Background analysis: the Climate Council in Australia (who created the graphic at the top of this post), a superb Bloomberg graphic, Climate Nexus, Climate Central (one and two), and for my favourite visual reminder of how warming has progressed, here’s NASA’s animation of global warming from 1880 to 2014:

[Bowie]

High and dry

EOTasmanhigh

From NASA’s Earth Observatory: yesterday’s Image Of The Day (RSS feed) was this stunning picture of an intense high pressure system over the Great Australian Bight to the southwest of Tasmania, acquired by the MODIS sensor on the Aqua satellite on June 5th. In high pressure systems, dry descending air suppresses cloud formation, in this case punching an impressive “hole” through a layer of stratocumulus clouds. Central pressure at the time was 1040 hectoPascals. According to the NZ MetService 7 day forecast, over the next week the system will move east and set up camp to the southwest of the South Island.

Also from the Aqua satellite last week, a good picture of the midweek snowstorm that hit the South Island. Thursday morning chez nous was as pretty as several pictures.

Time of the season

Climate change involves more than straightfoward warming, it also affects the patterns of weather and the seasons, as John Parker discovers in an excellent feature — What’s happened to the seasons? — in the Spring issue of The Economist’s Intelligent Lifemagazine. Parker’s done his homework, and his article is the best overview of recent changes in seasonal weather around the world, and the knock on impacts on agriculture and ecosystems that I’ve read. Here’s a sample:

Some seasons have vanished altogether. In Kashmir there used to be a brief rainy season between winter and spring, called tsonth -— three or four weeks of torrential downpours, bright sunshine and snow on the ground. But, says Rais Akhtar of the University of Kashmir, the state has not seen a tsonth for ten years. The first rainy season seems to have dried up in Uganda. In Ntchenachena, in northern Malawi, villagers used to describe four episodes of rain, each with their proper name and association with particular farming events. Since 2001, they say, the pattern can no longer be discerned.

Parker points to increasing unpredictability in “traditional” seasons posing a challenge to agriculture as well as dislocations in ecosystem linkages.

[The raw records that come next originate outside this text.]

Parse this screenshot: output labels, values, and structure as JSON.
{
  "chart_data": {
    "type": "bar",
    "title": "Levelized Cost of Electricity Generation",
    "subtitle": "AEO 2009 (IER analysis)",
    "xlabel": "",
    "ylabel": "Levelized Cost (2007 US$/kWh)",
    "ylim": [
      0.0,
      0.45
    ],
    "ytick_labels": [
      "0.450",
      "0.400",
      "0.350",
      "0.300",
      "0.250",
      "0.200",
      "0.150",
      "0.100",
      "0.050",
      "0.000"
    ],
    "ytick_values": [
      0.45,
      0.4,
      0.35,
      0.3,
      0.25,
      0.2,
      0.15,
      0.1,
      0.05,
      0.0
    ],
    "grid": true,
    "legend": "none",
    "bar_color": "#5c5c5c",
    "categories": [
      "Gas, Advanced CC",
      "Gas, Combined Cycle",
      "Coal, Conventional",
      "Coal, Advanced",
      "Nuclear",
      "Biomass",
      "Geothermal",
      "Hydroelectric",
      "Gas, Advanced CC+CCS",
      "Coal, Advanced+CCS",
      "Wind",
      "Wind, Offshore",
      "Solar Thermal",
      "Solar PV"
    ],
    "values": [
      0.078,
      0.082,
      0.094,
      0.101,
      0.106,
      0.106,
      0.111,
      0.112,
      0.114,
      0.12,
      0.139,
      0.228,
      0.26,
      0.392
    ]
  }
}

We may even have seen an example of that in the last year in New Zealand. 2009 was a remarkable switchback between hot and cold weather. May was very cold, but August was the warmest in the 155 year record. And temperatures then flatlined through until the end of October, which was the coldest for 64 years. Check out the NIWA summary of the year, or MetService Weather Ambassador Bob McDavitt’s round up at Sciblogs. Perhaps global warming really is turning out to be global weirding.

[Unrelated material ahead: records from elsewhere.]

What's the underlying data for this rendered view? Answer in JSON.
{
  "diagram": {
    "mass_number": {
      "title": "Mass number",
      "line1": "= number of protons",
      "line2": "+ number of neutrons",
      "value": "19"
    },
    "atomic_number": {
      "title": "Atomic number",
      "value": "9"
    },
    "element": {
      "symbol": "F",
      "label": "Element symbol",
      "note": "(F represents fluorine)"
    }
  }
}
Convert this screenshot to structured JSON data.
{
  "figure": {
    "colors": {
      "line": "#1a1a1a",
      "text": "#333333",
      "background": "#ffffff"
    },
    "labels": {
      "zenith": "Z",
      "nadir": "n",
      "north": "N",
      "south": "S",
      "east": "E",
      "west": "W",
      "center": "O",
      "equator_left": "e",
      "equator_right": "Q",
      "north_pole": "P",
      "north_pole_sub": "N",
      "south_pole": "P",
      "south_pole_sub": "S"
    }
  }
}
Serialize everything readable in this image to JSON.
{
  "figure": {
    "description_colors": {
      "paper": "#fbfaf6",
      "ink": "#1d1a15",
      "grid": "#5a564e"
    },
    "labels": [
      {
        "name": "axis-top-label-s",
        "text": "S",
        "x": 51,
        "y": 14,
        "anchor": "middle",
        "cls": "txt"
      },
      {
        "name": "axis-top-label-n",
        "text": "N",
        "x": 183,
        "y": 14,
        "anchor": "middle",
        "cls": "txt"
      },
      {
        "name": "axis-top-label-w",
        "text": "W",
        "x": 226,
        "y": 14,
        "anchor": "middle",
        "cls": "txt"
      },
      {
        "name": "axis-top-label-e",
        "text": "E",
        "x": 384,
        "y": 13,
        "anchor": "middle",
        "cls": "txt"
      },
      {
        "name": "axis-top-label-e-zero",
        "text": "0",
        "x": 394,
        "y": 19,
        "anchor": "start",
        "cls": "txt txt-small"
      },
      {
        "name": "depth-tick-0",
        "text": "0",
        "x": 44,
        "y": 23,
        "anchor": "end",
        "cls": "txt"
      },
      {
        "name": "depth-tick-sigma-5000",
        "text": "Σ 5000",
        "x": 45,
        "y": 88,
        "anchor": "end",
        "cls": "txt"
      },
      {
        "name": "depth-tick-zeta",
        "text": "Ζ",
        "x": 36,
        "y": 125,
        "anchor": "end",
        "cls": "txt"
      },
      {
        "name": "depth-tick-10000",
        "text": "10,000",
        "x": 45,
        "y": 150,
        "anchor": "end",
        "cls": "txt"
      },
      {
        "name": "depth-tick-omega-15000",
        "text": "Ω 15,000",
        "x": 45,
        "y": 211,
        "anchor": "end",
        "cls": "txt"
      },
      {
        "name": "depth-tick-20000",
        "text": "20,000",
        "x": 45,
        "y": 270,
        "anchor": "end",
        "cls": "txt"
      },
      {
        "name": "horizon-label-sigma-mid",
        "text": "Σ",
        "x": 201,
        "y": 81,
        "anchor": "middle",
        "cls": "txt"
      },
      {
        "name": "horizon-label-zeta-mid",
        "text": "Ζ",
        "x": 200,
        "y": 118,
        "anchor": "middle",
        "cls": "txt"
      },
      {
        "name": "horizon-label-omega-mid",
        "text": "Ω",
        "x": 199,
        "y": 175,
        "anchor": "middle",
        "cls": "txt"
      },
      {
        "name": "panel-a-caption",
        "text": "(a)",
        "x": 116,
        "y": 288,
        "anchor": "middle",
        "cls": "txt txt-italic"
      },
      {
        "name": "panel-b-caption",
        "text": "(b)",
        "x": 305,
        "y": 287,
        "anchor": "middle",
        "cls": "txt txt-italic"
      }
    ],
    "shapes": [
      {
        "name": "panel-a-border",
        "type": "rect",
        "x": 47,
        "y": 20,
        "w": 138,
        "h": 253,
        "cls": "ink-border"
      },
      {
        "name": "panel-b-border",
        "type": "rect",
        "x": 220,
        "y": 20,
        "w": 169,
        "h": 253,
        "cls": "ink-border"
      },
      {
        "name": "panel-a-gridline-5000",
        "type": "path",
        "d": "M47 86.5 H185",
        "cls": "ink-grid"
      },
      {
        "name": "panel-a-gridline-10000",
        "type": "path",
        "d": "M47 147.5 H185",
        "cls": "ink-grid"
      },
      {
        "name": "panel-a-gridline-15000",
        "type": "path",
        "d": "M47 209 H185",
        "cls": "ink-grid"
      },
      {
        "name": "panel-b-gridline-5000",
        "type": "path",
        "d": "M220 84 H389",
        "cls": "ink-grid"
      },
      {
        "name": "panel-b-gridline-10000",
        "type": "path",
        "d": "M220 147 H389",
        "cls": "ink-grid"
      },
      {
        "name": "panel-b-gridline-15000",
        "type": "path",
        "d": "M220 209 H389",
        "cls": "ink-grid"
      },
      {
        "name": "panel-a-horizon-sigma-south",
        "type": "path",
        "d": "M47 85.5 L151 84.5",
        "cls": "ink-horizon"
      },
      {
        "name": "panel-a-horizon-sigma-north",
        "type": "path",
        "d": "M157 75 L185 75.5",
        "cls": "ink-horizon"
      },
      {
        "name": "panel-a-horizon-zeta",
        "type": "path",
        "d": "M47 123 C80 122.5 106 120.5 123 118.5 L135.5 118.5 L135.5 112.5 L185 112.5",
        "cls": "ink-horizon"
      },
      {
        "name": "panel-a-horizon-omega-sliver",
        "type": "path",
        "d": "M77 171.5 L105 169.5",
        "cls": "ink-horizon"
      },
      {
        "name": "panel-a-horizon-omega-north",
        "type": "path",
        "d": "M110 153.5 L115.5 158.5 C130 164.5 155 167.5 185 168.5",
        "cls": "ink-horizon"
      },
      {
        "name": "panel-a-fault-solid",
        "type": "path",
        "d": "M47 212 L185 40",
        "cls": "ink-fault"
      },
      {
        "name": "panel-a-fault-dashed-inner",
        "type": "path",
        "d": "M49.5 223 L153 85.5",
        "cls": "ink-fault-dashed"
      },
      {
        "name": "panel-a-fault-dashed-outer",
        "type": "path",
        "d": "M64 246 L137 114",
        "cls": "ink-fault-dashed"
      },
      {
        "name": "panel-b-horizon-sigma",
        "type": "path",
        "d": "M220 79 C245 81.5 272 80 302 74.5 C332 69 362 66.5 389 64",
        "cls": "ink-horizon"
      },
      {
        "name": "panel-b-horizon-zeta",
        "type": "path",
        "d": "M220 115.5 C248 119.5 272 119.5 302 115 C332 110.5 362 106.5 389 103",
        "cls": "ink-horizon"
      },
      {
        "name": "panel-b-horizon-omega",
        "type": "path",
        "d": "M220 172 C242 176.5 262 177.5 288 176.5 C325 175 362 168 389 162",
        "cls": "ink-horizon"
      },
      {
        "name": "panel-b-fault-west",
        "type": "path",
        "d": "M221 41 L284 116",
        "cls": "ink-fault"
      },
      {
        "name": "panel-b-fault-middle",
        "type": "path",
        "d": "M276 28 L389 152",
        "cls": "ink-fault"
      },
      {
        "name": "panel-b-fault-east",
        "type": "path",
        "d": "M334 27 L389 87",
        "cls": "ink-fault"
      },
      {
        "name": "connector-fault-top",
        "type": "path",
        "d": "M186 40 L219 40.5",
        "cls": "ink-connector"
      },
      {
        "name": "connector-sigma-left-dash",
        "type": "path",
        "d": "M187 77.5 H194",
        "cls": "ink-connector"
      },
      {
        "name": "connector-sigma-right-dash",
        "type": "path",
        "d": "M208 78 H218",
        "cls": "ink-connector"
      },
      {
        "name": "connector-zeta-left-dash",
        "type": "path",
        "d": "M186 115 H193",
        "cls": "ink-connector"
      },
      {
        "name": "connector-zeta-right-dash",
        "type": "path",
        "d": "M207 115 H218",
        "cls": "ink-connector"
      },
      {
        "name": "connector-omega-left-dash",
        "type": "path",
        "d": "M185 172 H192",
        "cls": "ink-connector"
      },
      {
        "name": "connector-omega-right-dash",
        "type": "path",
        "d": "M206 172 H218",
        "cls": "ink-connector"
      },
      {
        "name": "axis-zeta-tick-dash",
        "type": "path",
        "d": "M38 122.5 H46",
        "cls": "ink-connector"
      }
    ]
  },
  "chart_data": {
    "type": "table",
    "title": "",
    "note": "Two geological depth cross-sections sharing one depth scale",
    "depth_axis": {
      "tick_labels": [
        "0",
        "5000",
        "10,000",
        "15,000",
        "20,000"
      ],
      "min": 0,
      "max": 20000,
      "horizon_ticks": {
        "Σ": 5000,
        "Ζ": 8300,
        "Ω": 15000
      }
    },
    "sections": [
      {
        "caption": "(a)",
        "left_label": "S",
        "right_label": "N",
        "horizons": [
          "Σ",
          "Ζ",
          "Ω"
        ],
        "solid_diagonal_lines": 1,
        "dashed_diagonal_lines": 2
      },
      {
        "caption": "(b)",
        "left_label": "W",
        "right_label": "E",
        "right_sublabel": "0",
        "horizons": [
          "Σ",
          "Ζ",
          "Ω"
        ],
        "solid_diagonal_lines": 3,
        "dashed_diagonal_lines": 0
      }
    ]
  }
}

[Zombies (I used to play for the same cricket team as Colin Blunstone, but never at the same time, unfortunately)]

Bless the weather

bob-150x144.gif As if to demonstrate to its peers what the art of good science communication is all about, MetService has just launched a blog. Bob McDavitt (left – great pic!) has posted an excellent article about autumn colour, describing the process that creates the yellows and reds that make our countryside reliably spectacular at this time of year. Erick Brenstrum has a post about a landslide on Stewart Island in 1810, and Ross Marsden has a note on regional cloudscapes. With a team of seven bloggers and a mandate to generate regular material, it promises to be a must visit site for anyone with weather watching tendencies. I hope they can also match some the excellent blog coverage The Weather Channel provides for big US weather events.